Wednesday, March 5, 2014

DUBAI, A USEFUL TEMPLATE

Last week Dubai hosted the third Government Summit, a forum where it interacts with businessmen in order to improve services and encourage new investment.

At the summit Dubai outlined an ambitious project to make interaction between government and the people seamless by 2021.

To illustrate the vision, the crown prince of Dubai Sheikh Hamdan Bin Mohammad Bin Rashid Al Maktoum, showed a video of a lady tourist arriving in Dubai, using messages off off a smart watch being, welcomed to the Emirates, informed that her residence permit has been renewed and of the traffic conditions outside and ow to get to her apartment quicker.

In Uganda we daren't think that far ahead, not to mention the convenience of visitors. The comfort of the everyday man is the furthest from our mind when we are still struggling with the basics of getting good health care, clean water, basic education among other things taken for granted by the residents of Dubai.

Its a distant memory or just the stuff of myth, the story that as recently as 1980 Dubai was a one street town surrounded by desolate desert and blanketed in oppressive heat. Now of course it is a logistical hub, financial capital and entertainment Mecca that shifts more travelers through its revolving doors in a month than East Africa does in a year or two.

At the heart of the transformation is a ruling family that had a vision for the country that would outlive its oil reserves. As it is now oil revenues account for less than a tenth of GDP and are anticipated to run out within the next ten years or so.

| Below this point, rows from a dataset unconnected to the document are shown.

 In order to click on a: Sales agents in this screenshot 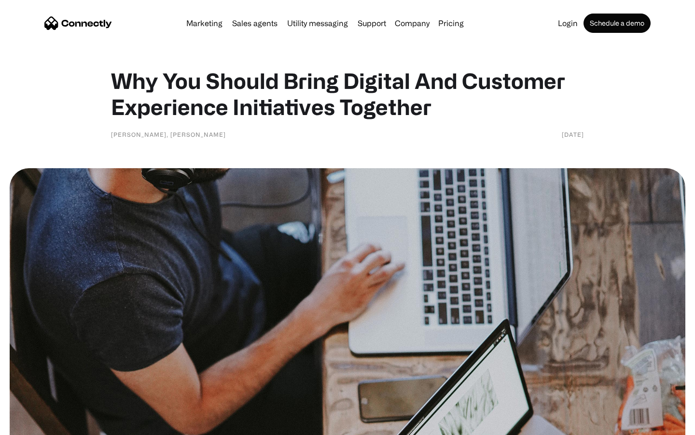, I will do `click(255, 23)`.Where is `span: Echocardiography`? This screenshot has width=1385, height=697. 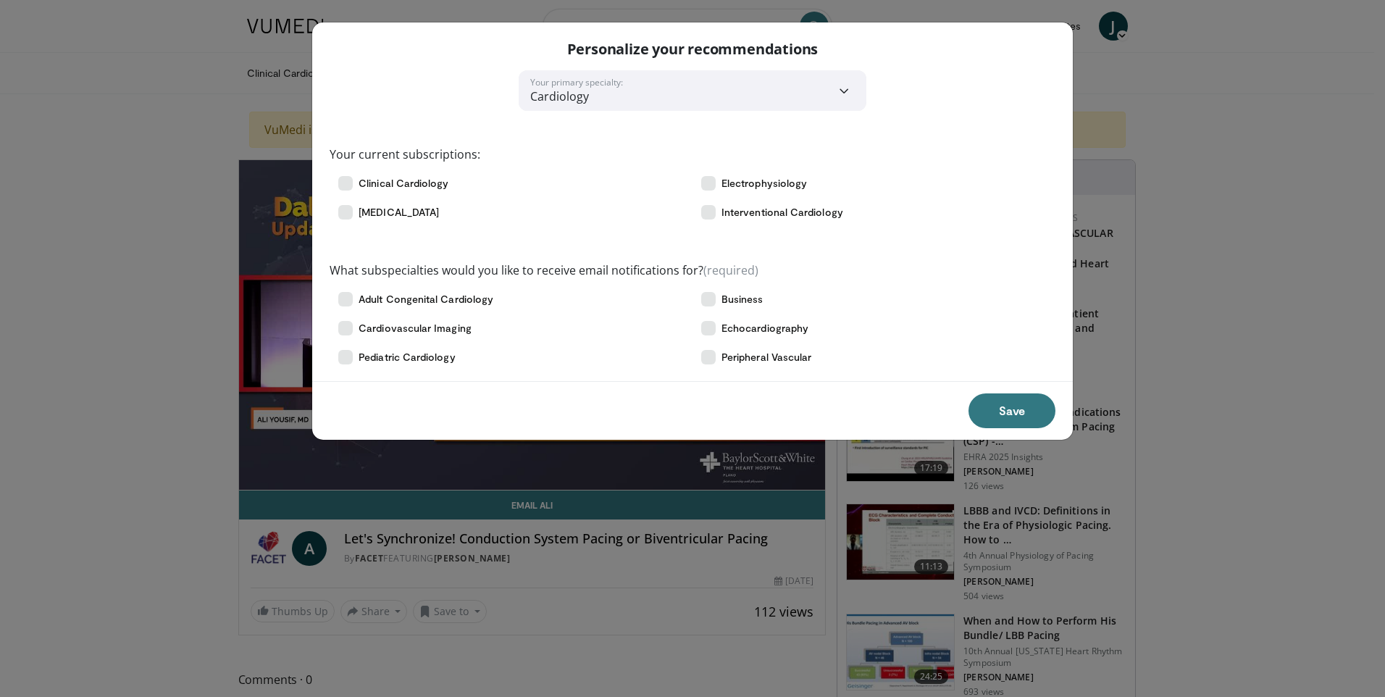 span: Echocardiography is located at coordinates (765, 328).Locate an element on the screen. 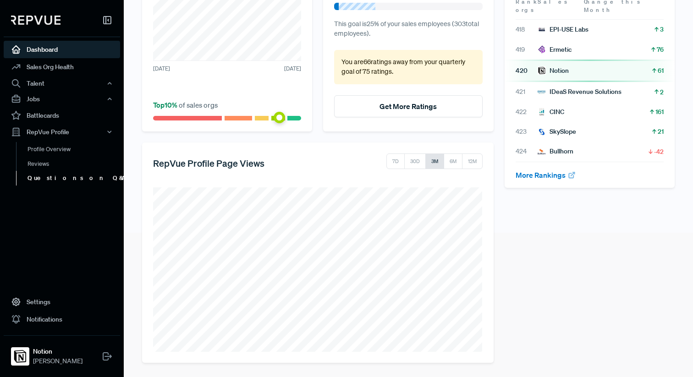 The image size is (693, 377). div: IDeaS Revenue Solutions is located at coordinates (580, 92).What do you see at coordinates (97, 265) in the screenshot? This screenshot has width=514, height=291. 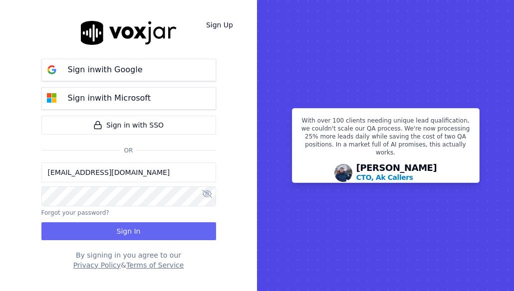 I see `button: Privacy Policy` at bounding box center [97, 265]. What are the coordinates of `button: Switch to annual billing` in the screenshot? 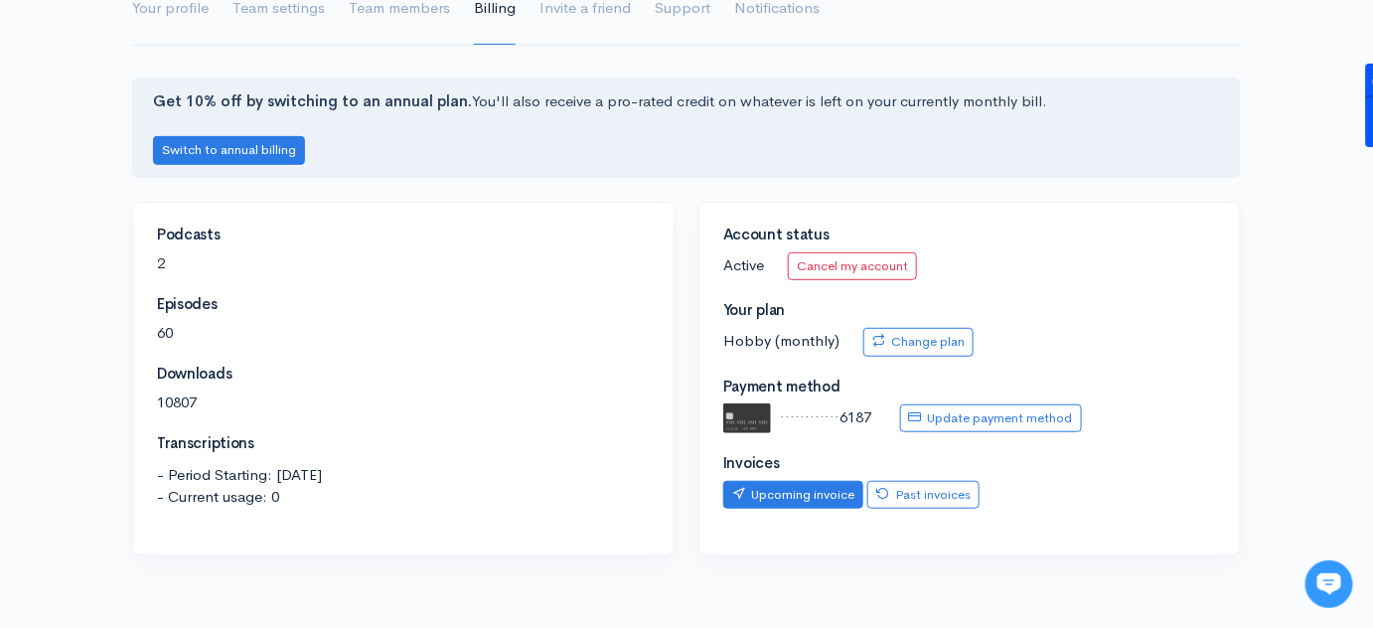 It's located at (228, 150).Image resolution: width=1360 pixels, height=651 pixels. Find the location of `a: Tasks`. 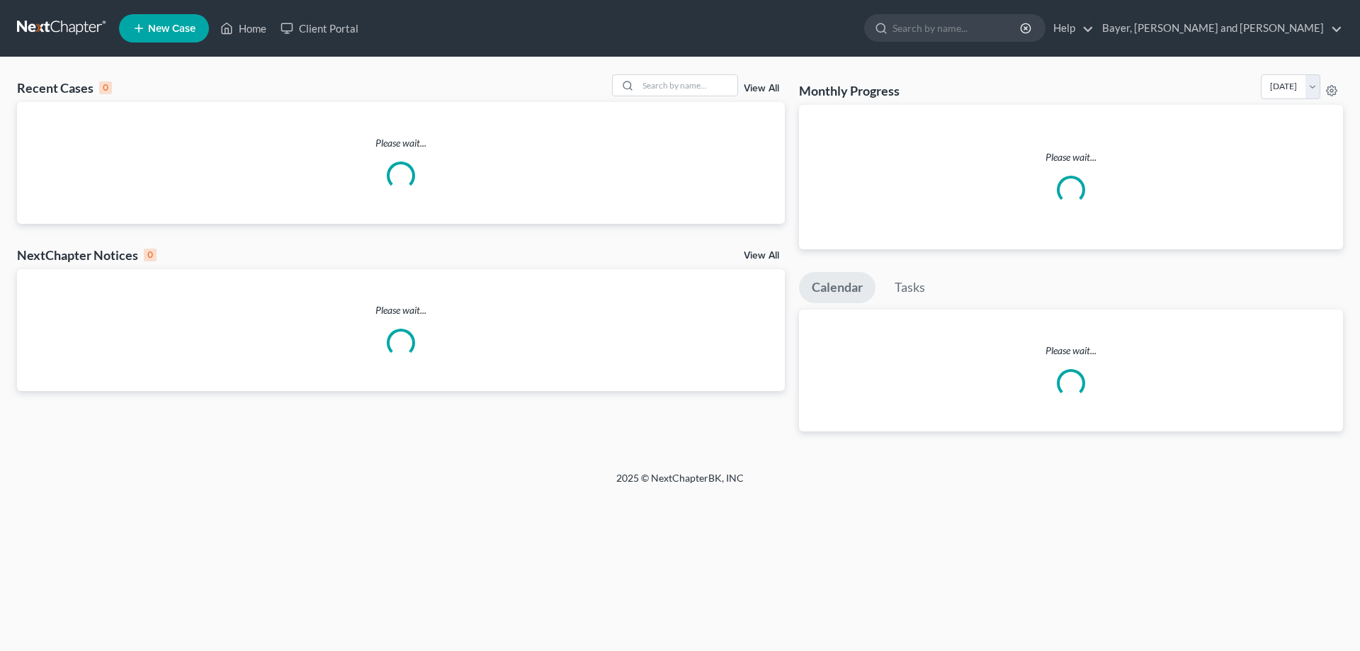

a: Tasks is located at coordinates (910, 288). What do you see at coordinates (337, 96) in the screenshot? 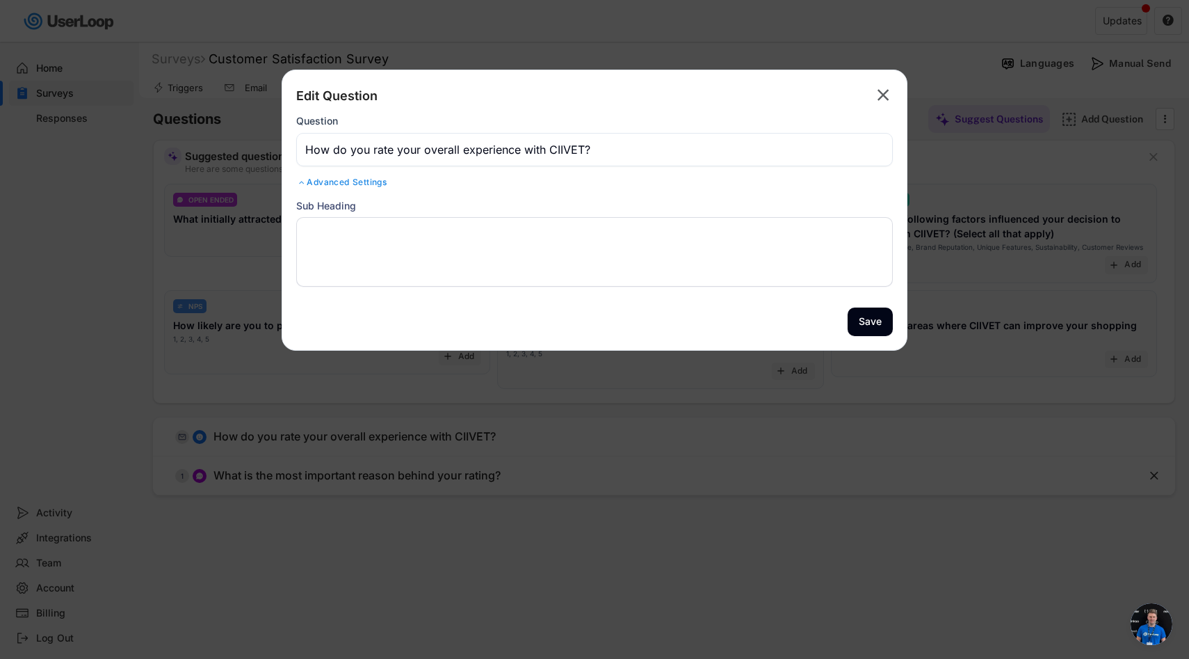
I see `div: Edit Question` at bounding box center [337, 96].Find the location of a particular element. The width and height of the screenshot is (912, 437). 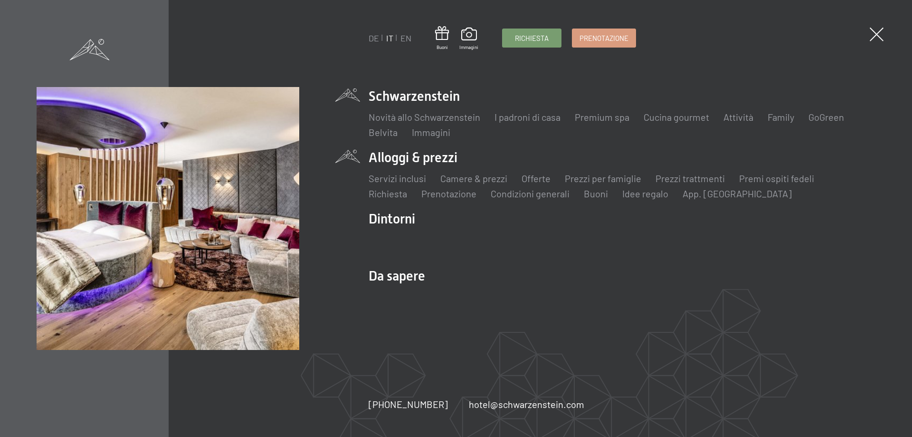

a: Prezzi trattmenti is located at coordinates (690, 178).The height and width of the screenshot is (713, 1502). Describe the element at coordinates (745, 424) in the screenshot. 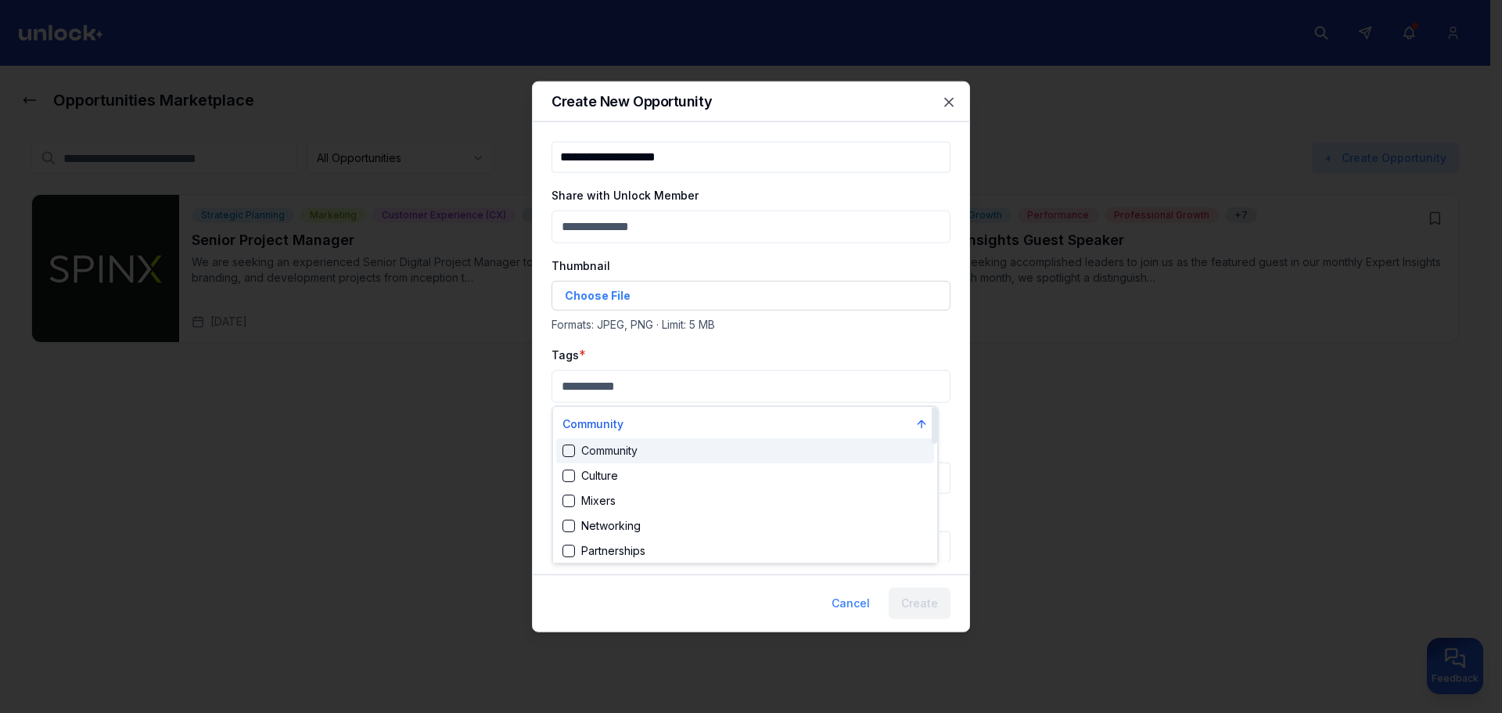

I see `button: Community` at that location.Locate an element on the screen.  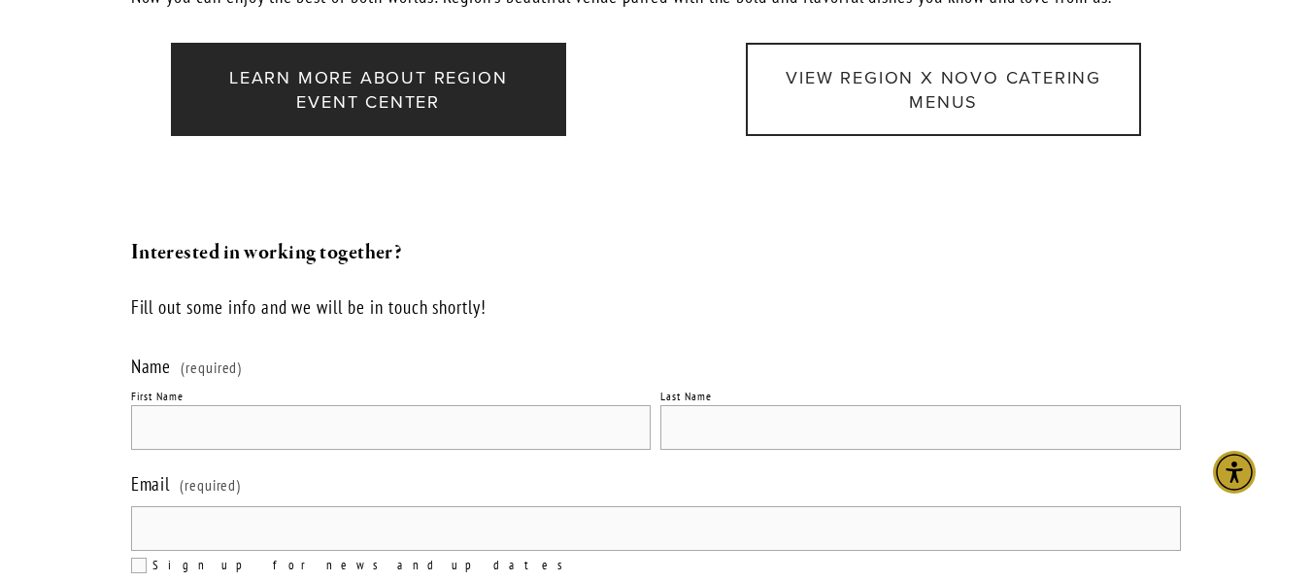
span: Sign up for news and updates is located at coordinates (363, 564).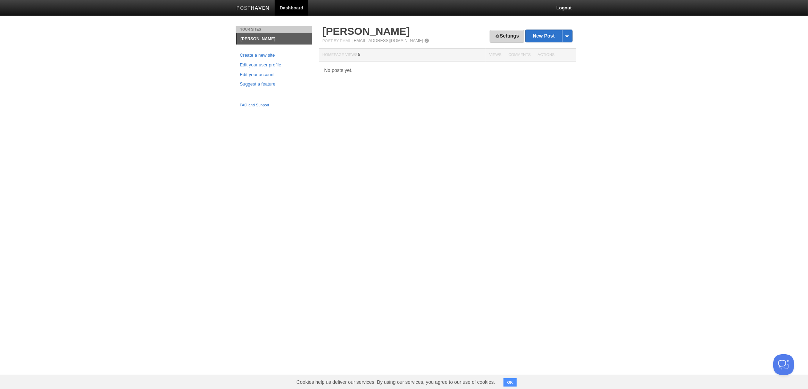 The image size is (808, 389). Describe the element at coordinates (274, 65) in the screenshot. I see `a: Edit your user profile` at that location.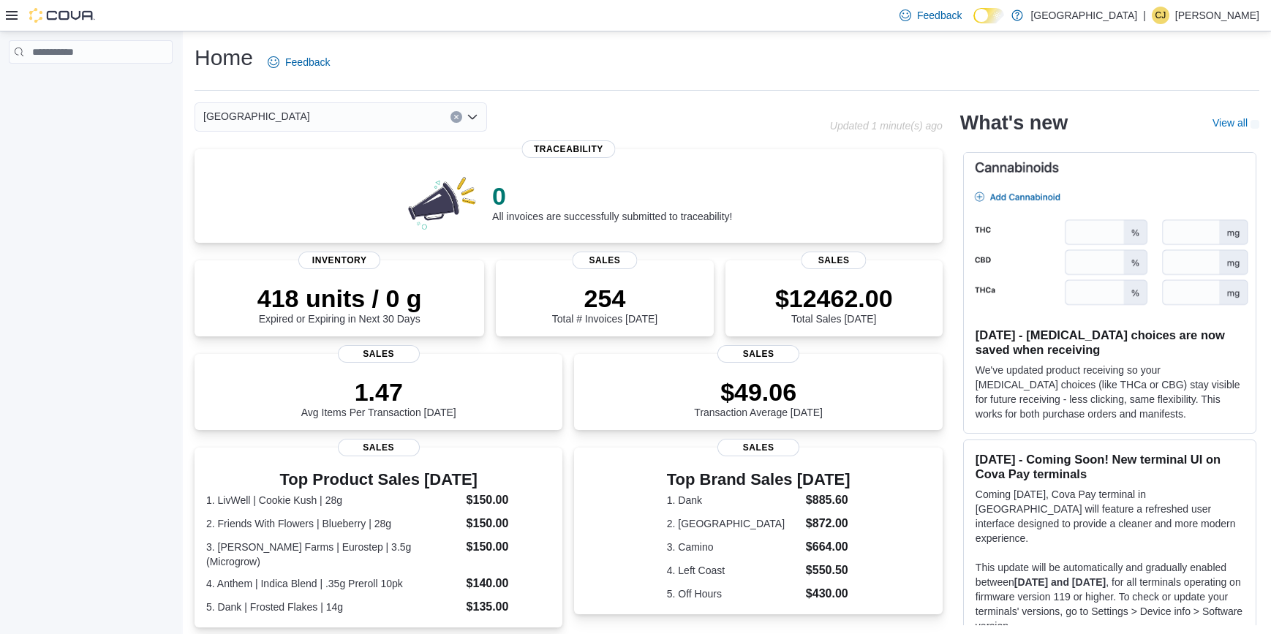 Image resolution: width=1271 pixels, height=634 pixels. What do you see at coordinates (379, 392) in the screenshot?
I see `p: 1.47` at bounding box center [379, 392]. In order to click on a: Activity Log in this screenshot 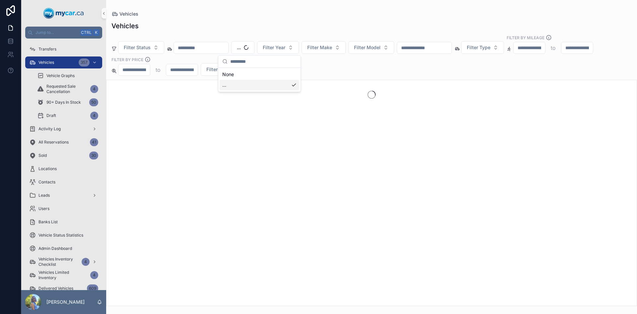, I will do `click(64, 129)`.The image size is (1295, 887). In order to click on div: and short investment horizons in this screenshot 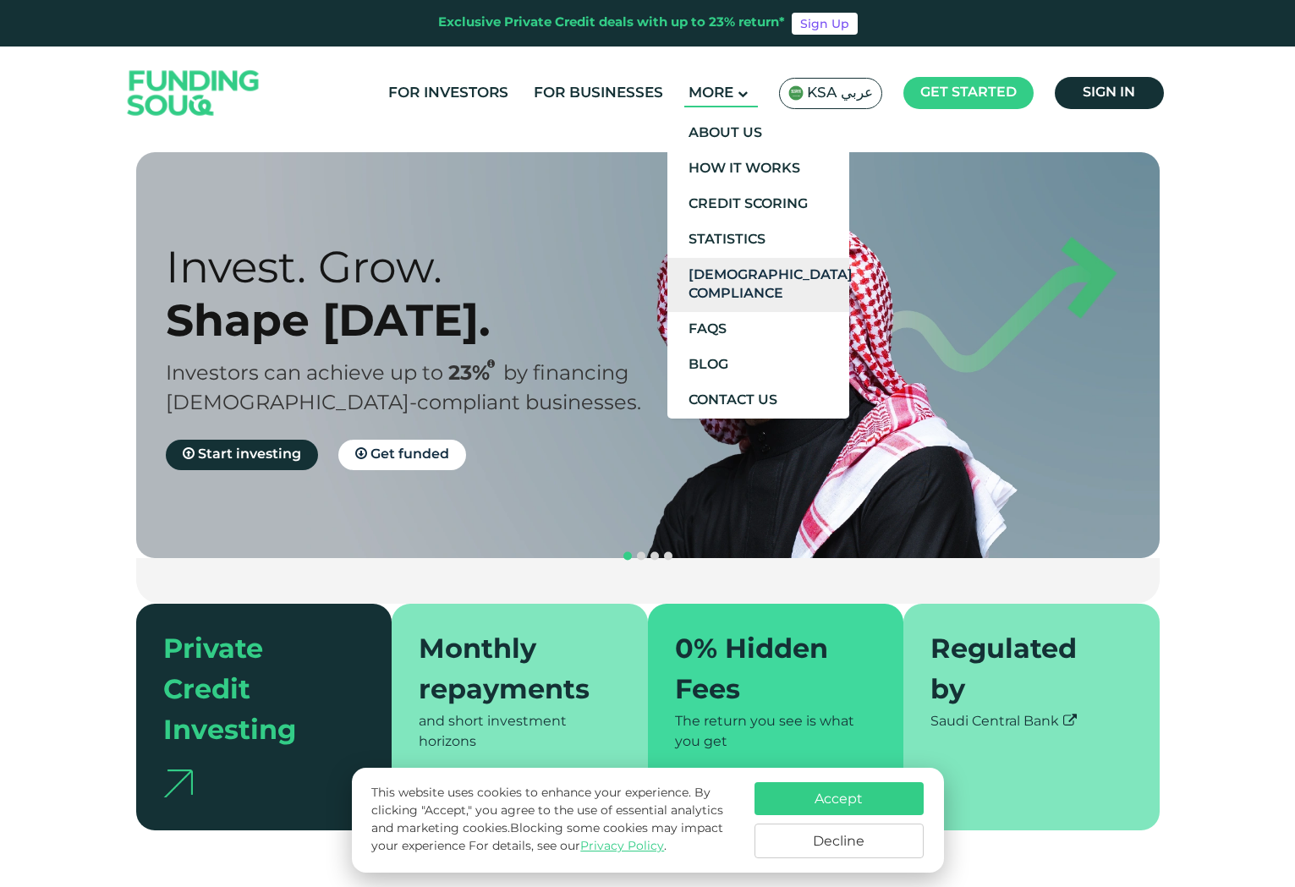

To push their dream they were lacking the most important element -- people. As it is now Dubai's population is about two million people, or the daytime population of Kampala, of whom almost two-thirds are foreigners.

They got around that problem by hiring expertise from abroad while embarking on an ambitious program to only upgrade their education system, sent their youth abroad to study, but also ensure the local Emirati understudy the expats with a view to replacing them eventually.

The skilling of locals is a political necessity but truth be told the execution of the Al Maktoum's vision was done by hired hands who generated the economic activity that allows even the locals to enjoy an enviable standard of living.

Moral of the story is, without people you have nothing.

Last week too we saw the release of O-level results. More children are seating exams annually, distinctions are being achieved like they are going out of fashion and for some of us from a bygone era we can't imagine the enormous pressure being brought to bear on these small minds in search of ever better results.

Our education system is designed to create the army of workers needed for an industrial society -- able to read, write, count and respect hierarchical authority. By as we have done with mobile phones isn't there a possibility that we will be forced to vault the Industrial Age and land squarely in the Information Age? And what will become of our industrial-age-exam shattering stars of today? Won't they find they enter a job market for which their skills are misplaced or worse obsolete?

We can talk all we want about infrastructure, but if we don't have the people to leverage this infrastructure we are on a fool's errand.

It is encouraging that Uganda is at the forefront with Kenya and Rwanda to ease the restrictions on the movement of labour, this will help us bridge our own deficiencies while allowing our excess capacity to find a home elsewhere. Tanzania's intransigence on this will come back to bight them.

Countries like Dubai and Singapore have shown that a focus on raising the level of human resource more than an abundance of natural resources is the key to sustainable development.

We of course have committed hundreds of billions to health and education, and for an observer of this country over the last few decades improvements are visible, unfortunately they are not equitably distributed.

But even worse, endemic corruption has made it such that even ever increasing amounts channelled into social services do not guarantee a comparable improvement in service delivery.

Unfortunately the better off take their children to good schools and have them treated in quality hospitals, this alone will ensure a perpetuation of the current income and wealth inequalities into the future.

The economics of a better human resource cannot be overemphasized and even if political expediency does not recognize the benefits, the long term ramifications will inevitably spill over into the politics of the country with disastrous results.